Mancunian Stephen Hodder is mad for Le Corbusier's chapel, but bad copies of the great man's Unité d'Habitation get him even madder

The first sight I had of the Chapel of Notre Dame du Haut at Ronchamps was of the textbook-familiar roof floating over a distant hilltop treeline. But no textbook could prepare me for the experience of engaging with the building. The sculptured convex and concaved battered walls seemed to respond to the surrounding landscape and horizons, anchored by the three chapel towers. The transition to the interior was to experience a serenity and spirituality only matched by notable medieval precedents. It is a remarkable 3D space seemingly hollowed from the solid. The sloping floor generates a gravity towards the altar, accentuated by the asymmetric arrangement of the pews.


Uplifting The Chapel of Notre Dame du Haut in Ronchamps was designed by Le Corbusier and built between 1950 and 1955. Sitting on a hill, this monumental church is a dramatic form.

Uplifting The Chapel of Notre Dame du Haut in Ronchamps was designed by Le Corbusier and built between 1950 and 1955. Sitting on a hill, this monumental church is a dramatic form.


The unfortunate and later reinterpretations of another seminal building by Le Corbusier, the Unité d'Habitation in Marseilles, represent for me the biggest mistake. There are notable exceptions, but the transposing of the ideal with little consideration or understanding of community, of cultural differences, of building management and of the technology was one of the great disasters of the latter half of the 20th century. There are profound lessons for the current profusion of high-rise housing in our inner cities.


Park Hill estate in Sheffield

Upsetting Instead of following the example of Le Corbusier’s inspired use of raw concrete at the Unité d’Habitation in Marseilles, which was completed in 1952, many post-war high-rise buildings, such as the Park Hill estate in Sheffield have made concrete look drab and sad.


Check each line of the listing for the string "Twill", then state how many lines have it. Only the number is wanted.

- [SUPPLIED RECORDS]
----------

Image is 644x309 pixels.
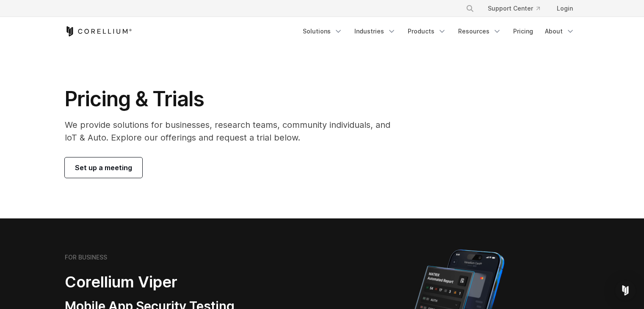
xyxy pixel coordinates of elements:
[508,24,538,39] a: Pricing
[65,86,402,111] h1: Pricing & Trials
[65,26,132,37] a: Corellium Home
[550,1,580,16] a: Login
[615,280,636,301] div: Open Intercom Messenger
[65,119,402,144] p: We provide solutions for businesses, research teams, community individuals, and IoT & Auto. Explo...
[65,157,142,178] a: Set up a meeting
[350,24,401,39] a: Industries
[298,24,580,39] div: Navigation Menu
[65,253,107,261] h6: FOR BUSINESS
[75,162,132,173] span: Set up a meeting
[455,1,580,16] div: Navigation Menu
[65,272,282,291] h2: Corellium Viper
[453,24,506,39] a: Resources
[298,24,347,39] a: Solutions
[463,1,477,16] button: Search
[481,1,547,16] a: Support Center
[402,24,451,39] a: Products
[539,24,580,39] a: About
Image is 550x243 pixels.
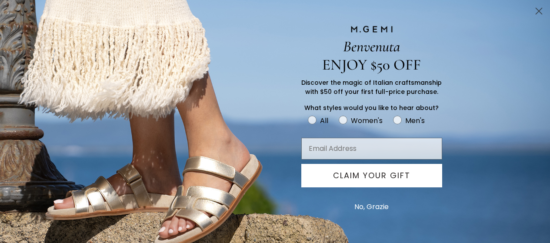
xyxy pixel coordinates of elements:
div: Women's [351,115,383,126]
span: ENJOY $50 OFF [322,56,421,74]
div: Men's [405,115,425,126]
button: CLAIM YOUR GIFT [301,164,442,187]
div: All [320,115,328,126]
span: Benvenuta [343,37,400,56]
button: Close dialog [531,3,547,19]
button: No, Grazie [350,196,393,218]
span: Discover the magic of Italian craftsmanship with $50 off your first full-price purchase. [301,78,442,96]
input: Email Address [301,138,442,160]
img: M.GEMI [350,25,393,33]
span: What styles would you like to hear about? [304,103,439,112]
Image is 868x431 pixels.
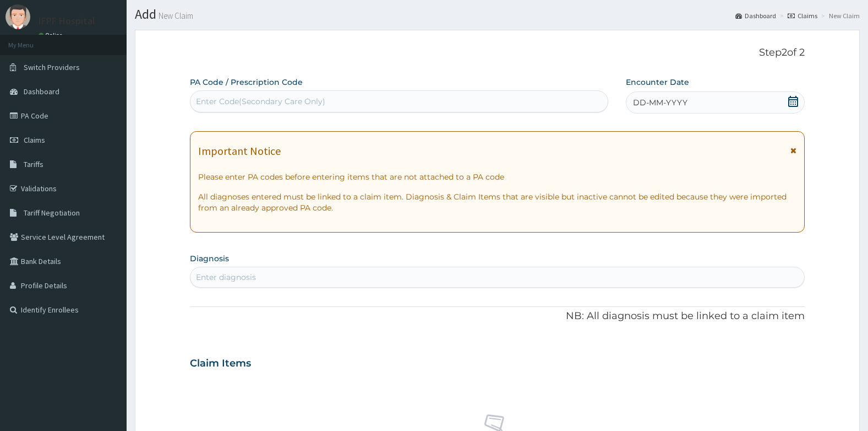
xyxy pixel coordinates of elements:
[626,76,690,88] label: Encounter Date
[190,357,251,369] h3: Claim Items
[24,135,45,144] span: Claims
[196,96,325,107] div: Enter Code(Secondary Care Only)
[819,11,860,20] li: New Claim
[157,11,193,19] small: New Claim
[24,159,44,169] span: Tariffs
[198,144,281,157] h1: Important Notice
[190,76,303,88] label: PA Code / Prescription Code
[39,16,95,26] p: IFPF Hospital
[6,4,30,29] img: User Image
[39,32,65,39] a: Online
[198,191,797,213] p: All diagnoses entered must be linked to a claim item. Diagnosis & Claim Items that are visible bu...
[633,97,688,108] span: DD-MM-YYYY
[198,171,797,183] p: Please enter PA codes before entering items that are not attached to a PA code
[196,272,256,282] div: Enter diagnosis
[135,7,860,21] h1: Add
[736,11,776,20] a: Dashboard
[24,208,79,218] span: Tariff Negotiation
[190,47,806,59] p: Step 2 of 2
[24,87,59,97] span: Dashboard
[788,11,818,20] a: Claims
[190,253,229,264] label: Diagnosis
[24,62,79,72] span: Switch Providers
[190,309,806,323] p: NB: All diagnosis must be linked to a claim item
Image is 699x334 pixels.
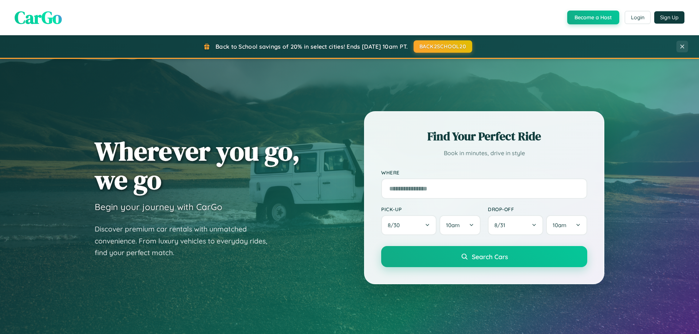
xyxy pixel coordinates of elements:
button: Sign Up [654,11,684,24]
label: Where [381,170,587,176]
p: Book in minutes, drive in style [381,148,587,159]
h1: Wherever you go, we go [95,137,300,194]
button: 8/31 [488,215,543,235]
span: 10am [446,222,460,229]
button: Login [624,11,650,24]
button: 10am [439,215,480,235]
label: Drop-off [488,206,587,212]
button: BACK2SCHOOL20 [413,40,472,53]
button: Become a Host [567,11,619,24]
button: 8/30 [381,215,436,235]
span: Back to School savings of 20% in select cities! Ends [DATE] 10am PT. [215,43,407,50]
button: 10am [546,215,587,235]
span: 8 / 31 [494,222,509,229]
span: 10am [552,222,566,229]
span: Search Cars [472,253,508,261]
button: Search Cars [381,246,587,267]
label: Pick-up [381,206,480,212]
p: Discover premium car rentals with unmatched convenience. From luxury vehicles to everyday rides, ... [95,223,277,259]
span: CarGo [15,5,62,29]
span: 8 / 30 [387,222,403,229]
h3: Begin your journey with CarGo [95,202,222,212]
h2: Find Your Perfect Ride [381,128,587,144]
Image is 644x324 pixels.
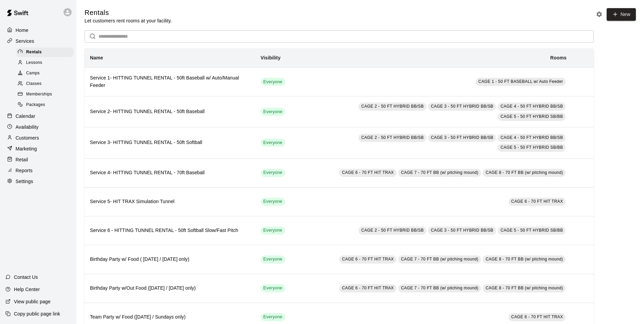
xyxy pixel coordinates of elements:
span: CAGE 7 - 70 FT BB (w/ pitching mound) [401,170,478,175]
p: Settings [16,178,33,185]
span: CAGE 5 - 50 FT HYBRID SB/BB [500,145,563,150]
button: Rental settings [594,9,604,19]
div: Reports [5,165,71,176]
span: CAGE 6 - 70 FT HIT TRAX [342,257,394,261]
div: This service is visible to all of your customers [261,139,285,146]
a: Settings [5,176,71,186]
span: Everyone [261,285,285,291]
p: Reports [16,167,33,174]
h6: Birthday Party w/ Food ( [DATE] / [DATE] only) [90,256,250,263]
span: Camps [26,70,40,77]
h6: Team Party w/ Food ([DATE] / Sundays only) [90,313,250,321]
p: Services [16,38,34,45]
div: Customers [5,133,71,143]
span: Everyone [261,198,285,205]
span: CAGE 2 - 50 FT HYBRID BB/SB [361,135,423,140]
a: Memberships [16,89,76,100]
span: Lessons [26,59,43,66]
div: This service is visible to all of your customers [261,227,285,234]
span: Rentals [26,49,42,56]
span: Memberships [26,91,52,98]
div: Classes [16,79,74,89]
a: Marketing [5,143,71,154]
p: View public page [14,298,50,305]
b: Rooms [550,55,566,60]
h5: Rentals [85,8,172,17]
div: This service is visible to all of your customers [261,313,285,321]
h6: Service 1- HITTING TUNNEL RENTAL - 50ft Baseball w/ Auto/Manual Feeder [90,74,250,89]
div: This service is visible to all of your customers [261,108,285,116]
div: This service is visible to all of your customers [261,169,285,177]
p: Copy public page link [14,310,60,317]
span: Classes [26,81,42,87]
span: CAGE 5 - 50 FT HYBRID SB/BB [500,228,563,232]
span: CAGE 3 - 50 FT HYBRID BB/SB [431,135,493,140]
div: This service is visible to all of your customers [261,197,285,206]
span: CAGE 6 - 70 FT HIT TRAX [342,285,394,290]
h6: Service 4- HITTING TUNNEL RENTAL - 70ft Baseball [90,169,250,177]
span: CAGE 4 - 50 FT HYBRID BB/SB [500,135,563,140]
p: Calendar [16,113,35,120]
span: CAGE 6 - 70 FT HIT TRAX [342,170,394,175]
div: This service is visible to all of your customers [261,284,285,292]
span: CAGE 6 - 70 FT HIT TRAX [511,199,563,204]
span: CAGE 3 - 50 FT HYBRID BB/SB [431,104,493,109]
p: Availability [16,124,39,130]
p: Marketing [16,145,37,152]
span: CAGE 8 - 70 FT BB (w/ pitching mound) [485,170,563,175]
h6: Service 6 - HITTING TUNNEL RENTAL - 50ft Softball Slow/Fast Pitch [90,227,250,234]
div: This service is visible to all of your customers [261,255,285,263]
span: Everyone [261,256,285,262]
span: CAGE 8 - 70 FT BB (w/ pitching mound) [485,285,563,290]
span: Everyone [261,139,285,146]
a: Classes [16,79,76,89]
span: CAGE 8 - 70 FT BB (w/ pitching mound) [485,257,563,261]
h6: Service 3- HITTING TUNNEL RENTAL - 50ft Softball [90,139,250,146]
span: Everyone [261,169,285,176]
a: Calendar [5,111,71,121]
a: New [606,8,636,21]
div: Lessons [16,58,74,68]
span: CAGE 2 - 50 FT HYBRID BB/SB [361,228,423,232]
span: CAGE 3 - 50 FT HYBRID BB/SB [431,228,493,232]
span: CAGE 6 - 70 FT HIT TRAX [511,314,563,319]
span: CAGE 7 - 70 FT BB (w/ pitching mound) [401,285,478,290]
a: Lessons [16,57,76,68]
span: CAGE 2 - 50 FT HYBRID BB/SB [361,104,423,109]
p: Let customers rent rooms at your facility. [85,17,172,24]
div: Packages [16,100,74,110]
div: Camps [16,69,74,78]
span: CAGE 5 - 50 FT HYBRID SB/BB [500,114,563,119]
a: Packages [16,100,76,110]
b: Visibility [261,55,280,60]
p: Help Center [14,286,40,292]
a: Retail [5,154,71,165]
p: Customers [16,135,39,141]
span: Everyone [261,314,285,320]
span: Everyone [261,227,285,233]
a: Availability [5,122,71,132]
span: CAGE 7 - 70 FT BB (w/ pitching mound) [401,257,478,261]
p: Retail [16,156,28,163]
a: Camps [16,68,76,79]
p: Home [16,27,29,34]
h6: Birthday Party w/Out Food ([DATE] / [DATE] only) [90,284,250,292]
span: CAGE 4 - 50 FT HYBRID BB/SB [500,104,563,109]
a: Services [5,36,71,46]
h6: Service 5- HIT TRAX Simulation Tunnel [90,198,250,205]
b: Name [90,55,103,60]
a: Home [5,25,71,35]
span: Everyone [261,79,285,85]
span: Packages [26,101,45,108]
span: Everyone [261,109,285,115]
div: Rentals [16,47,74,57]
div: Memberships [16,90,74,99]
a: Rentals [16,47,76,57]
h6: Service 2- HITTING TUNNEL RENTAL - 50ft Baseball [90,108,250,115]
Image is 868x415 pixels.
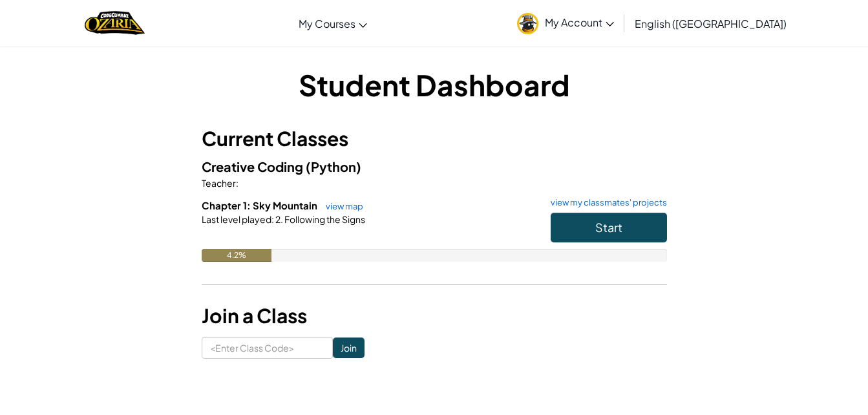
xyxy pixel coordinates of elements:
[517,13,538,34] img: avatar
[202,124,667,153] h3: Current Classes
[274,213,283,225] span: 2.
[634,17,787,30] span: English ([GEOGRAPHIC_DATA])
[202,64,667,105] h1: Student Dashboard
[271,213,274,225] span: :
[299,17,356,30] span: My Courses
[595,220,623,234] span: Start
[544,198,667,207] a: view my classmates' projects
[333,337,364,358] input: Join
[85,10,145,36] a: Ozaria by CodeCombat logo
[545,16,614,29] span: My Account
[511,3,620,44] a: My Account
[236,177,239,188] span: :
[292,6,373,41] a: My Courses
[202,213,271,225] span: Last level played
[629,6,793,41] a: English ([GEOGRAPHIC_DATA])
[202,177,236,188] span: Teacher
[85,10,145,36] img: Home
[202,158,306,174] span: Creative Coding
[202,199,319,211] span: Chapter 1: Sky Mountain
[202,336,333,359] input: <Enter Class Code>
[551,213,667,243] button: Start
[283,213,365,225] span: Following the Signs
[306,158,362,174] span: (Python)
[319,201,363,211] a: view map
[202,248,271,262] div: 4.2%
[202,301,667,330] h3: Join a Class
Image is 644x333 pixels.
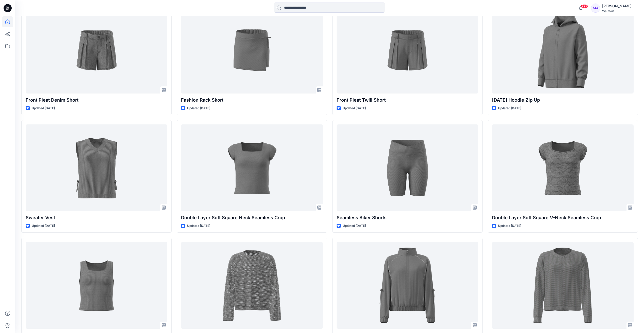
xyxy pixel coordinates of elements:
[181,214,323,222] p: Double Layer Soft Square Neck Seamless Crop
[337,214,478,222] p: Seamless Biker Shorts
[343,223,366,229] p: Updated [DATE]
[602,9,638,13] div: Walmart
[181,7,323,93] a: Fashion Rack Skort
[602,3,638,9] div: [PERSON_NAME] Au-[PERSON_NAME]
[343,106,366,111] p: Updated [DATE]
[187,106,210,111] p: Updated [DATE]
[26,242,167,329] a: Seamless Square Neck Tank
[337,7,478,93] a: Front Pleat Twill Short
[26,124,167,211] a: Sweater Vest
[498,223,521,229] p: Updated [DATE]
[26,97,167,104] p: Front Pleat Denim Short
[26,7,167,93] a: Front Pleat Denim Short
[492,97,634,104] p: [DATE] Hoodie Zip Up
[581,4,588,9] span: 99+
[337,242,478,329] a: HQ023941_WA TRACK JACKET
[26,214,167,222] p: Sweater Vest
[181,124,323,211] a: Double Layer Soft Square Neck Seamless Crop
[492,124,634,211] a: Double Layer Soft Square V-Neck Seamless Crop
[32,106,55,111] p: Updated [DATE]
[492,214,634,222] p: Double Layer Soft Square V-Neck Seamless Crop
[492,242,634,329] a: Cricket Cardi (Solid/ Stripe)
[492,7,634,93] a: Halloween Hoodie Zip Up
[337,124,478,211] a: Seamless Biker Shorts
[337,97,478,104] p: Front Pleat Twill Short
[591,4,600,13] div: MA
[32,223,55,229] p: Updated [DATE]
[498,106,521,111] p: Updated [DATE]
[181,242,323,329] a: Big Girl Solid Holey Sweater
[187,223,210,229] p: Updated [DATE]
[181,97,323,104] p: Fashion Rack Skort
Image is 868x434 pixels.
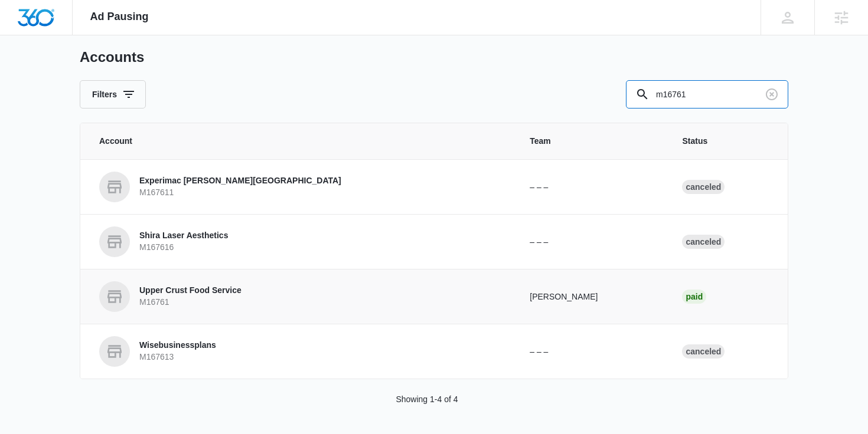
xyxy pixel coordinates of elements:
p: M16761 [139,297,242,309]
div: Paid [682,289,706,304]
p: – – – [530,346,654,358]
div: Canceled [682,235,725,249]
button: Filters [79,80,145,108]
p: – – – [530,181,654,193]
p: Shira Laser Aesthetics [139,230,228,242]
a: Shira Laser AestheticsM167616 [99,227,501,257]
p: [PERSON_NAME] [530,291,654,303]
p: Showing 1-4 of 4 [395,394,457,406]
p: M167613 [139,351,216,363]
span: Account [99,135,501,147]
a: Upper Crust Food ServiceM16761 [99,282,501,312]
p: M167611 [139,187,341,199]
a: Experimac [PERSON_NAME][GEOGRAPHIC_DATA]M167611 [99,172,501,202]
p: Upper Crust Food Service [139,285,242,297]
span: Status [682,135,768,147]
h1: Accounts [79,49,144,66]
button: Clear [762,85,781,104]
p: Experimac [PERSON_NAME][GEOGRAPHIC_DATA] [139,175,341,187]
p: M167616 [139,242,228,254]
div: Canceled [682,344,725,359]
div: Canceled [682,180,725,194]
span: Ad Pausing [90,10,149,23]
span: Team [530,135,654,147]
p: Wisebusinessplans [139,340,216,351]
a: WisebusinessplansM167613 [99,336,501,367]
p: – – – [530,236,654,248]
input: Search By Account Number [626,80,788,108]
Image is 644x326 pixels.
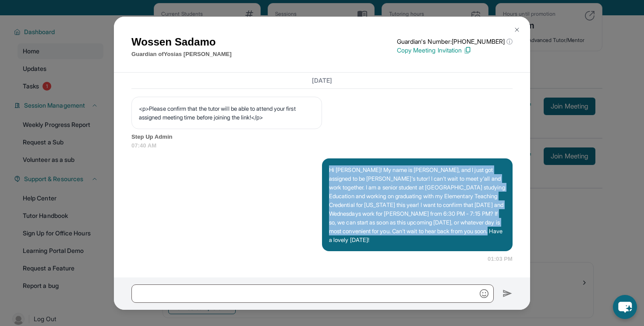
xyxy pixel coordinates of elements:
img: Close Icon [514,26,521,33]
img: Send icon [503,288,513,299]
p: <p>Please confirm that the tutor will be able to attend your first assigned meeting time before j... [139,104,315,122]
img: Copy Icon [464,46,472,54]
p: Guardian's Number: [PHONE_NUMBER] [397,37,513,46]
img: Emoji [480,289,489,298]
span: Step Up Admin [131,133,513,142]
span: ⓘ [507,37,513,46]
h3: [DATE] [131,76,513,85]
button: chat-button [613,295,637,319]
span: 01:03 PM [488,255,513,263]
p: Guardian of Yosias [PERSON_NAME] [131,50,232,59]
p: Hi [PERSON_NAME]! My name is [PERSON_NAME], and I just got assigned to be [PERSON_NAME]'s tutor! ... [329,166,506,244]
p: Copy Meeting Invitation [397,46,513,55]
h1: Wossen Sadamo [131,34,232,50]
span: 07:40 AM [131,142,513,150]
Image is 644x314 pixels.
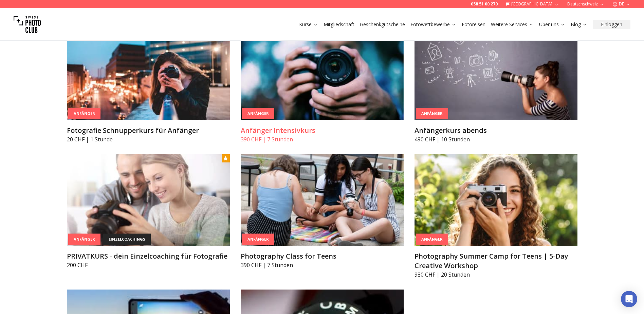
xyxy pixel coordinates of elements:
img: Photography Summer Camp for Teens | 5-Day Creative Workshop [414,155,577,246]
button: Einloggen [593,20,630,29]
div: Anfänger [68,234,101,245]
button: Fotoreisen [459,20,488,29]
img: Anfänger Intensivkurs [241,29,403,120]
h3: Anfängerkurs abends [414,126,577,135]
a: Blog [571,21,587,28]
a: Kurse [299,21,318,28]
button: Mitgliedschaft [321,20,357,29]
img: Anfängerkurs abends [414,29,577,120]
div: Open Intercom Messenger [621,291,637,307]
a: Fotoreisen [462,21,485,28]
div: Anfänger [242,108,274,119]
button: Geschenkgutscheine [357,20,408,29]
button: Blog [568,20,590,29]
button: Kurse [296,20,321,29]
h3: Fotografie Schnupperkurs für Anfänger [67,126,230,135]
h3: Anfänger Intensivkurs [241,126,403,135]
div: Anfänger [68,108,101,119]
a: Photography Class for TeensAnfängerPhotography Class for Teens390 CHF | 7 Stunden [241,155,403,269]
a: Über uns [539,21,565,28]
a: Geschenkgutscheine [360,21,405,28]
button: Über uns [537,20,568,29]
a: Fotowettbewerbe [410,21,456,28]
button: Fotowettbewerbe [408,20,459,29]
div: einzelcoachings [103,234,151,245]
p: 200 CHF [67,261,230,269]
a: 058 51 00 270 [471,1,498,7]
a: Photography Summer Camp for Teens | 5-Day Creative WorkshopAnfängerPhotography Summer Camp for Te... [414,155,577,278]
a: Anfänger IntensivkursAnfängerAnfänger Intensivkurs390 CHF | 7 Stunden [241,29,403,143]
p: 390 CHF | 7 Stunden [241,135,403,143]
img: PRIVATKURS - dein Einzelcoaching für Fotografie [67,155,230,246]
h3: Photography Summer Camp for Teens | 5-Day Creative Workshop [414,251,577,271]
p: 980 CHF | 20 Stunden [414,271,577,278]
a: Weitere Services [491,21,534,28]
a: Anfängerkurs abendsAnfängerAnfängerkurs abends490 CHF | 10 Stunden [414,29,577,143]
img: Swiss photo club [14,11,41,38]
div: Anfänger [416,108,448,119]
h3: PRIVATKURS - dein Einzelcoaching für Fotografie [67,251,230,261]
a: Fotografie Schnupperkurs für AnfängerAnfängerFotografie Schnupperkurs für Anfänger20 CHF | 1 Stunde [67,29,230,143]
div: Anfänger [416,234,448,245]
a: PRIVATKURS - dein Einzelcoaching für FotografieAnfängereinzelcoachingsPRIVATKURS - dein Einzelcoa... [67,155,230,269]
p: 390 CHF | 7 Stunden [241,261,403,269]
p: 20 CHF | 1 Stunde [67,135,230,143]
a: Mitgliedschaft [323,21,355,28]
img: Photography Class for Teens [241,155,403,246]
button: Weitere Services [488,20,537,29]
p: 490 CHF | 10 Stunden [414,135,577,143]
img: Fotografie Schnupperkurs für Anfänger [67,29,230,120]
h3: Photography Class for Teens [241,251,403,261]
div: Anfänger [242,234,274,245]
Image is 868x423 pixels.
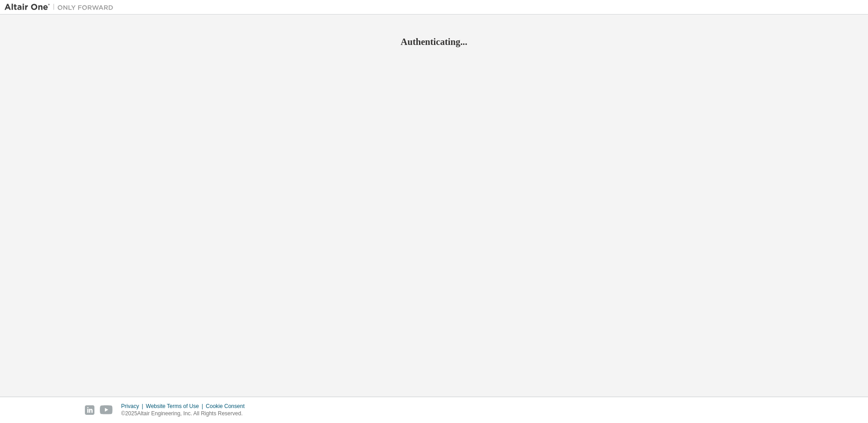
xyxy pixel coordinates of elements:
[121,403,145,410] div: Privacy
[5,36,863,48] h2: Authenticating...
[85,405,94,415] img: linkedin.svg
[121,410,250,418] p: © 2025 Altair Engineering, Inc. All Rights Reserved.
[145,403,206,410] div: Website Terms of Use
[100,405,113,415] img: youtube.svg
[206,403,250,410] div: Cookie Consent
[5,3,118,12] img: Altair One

----------

- [SOLUTION TO THIS EXERCISE] 2